For instance, politicians in the EU have been fiercely debating plans to scan billions of messages for potential child sexual abuse material using client-side scanning for more than three years. The unresolved debates have proved highly controversial, with multiple countries pushing to weaken encryption. “Scanning for one type of content, for instance, opens the door for bulk surveillance and could create a desire to search other encrypted messaging systems across content types,” Apple officials said in a letter first reported by WIRED in August 2023, after the company ditched its own, separate plans to introduce a form of client-side scanning on iPhones.

“It’s very divided in Europe, [there are] countries strongly in favor of scanning and countries strongly against it as well,” Voge says of the EU’s long-running chat monitoring plans. In May 2023, WIRED obtained leaked documents that stated many European countries’ positions on encryption. At the time, Spanish officials said they would like to prevent end-to-end encryption entirely in the EU, while many others were in favor of scanning people’s messages. Other countries, such as Germany, were against weakening encryption. Dutch political documentation says the country’s intelligence agency, AIVD, considers client-side scanning to be “too great a security risk for the digital resilience of the Netherlands.”

Finally, Maheshwari says, there is always the looming threat of potential bans or blocks for encrypted services. Toward the end of 2024, Russian officials blocked access to Signal amid the country’s ongoing full-scale war against Ukraine and widescale efforts to censor and control information environments. India has an ongoing lawsuit against WhatsApp, which could threaten its ability to operate in the country or necessitate that the platform retreat from end-to-end encryption in that market. Maheshwari also points out that while all virtual private networks do not specifically use end-to-end encryption, India has already banned multiple VPN services.

While each potential proposal that could undermine encryption is slightly different, the Internet Society’s Voge says that they’ve been met with some “stronger” pro-encryption voices coming from government or law enforcement services around the world, particularly when it comes to protecting national security.

In December, two officials from the US Cybersecurity and Infrastructure Security Agency (CISA) and the FBI, encouraged more people to use encrypted communications systems after China’s Salt Typhoon hackers gained deep access to US telecoms providers, exposing unencrypted calls and texts. “Encryption is your friend, whether it’s on text messaging or if you have the capacity to use encrypted voice communication,” one of the officials said.

Voge points out that as well as CISA and the FBI’s calls to use encrypted messaging, the Swedish armed forces has specifically cleared Signal for use with unclassified material, saying it can stop messages and calls from being intercepted by third parties.

Ahead of the UK’s March 14 legal hearing about the backdoor order reportedly made to Apple, US senators and privacy groups urged there to be more transparency about the demands and the risks to global encryption it presents.

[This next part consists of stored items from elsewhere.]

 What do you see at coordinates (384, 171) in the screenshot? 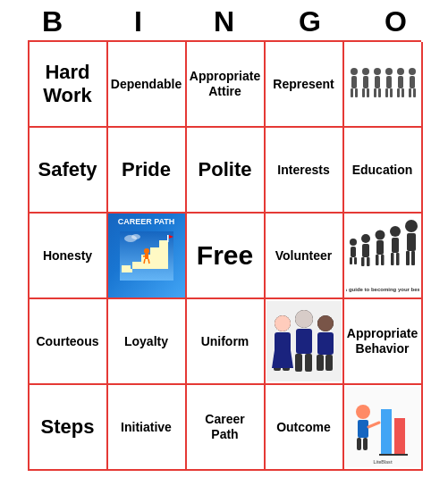
I see `cell-1-4: Education` at bounding box center [384, 171].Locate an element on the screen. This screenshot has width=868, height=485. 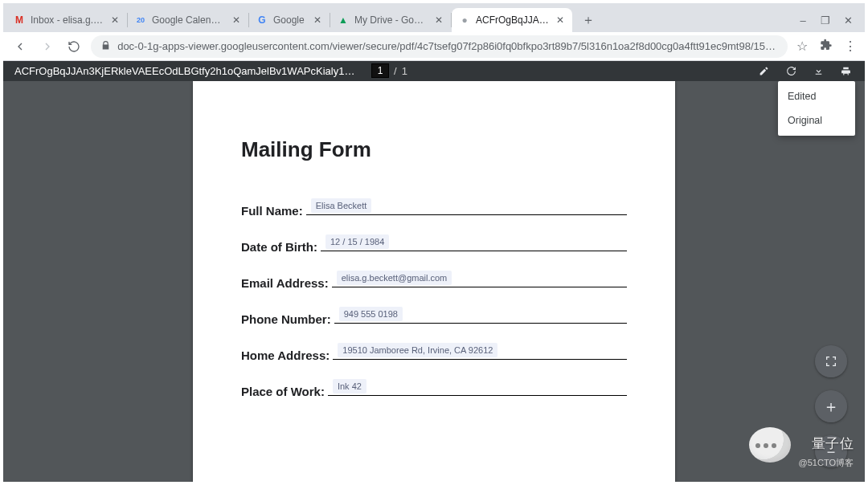
edit-icon is located at coordinates (764, 71).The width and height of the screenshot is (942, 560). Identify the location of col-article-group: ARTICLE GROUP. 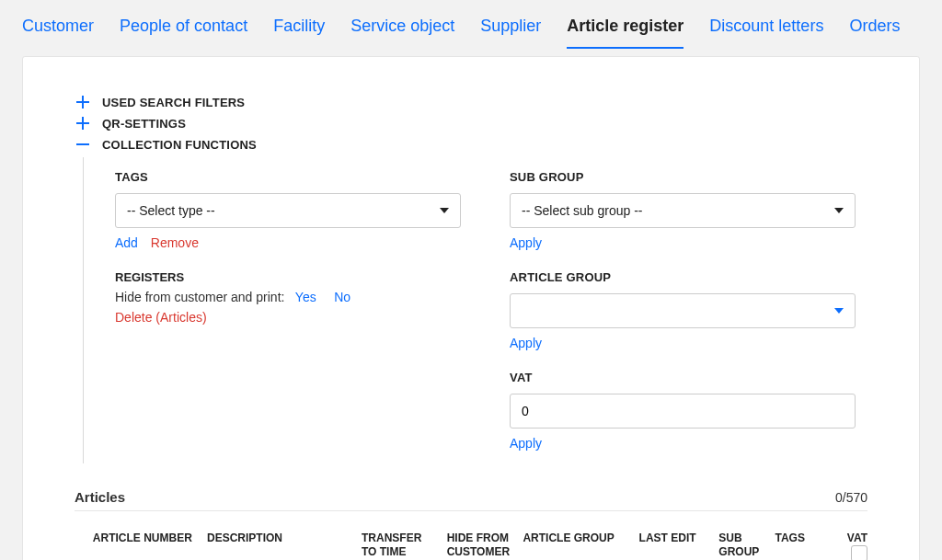
(577, 539).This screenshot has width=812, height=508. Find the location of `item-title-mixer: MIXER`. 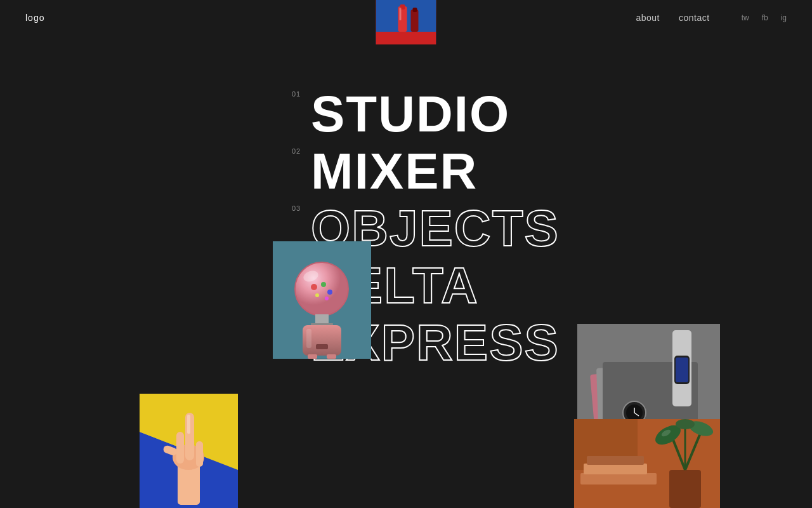

item-title-mixer: MIXER is located at coordinates (561, 171).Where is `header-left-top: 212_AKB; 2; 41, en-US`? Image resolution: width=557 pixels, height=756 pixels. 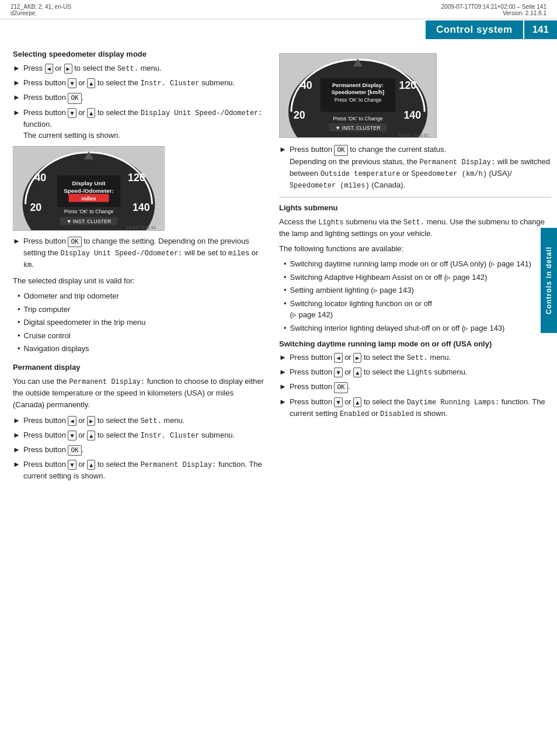 header-left-top: 212_AKB; 2; 41, en-US is located at coordinates (41, 7).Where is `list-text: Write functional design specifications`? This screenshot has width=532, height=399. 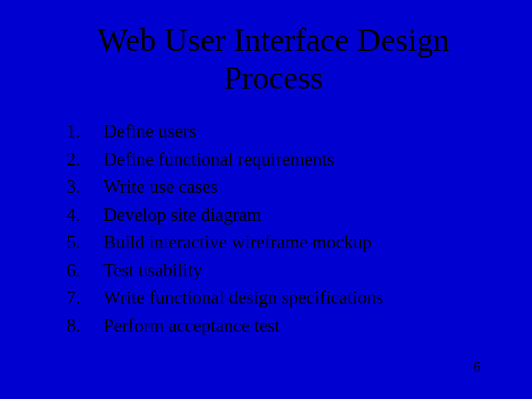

A bipartisan group of five members of Congress said the “cloak of secrecy” should be removed.

UK civil liberties groups Privacy International and Liberty also filed legal challenges over the secrecy of the proceedings. “While the UK Government seems to have come for Apple today, tomorrow it may be any other big tech companies, such as Google and Microsoft, and the day after it could be Signal, your VPN Provider, Proton and others,” Privacy International said in a statement.

Ultimately, Access Now’s Maheshwari says, efforts to defend encryption will almost certainly continue, as they have for decades, to protect people’s human rights.

“Encryption right now is exceptionally important because it's a crucial enabler of the full spectrum of human rights,” Maheshwari says. “It’s not just privacy. It is what enables you to speak freely, to exercise your freedom of expression, to organize, to assemble, to associate.”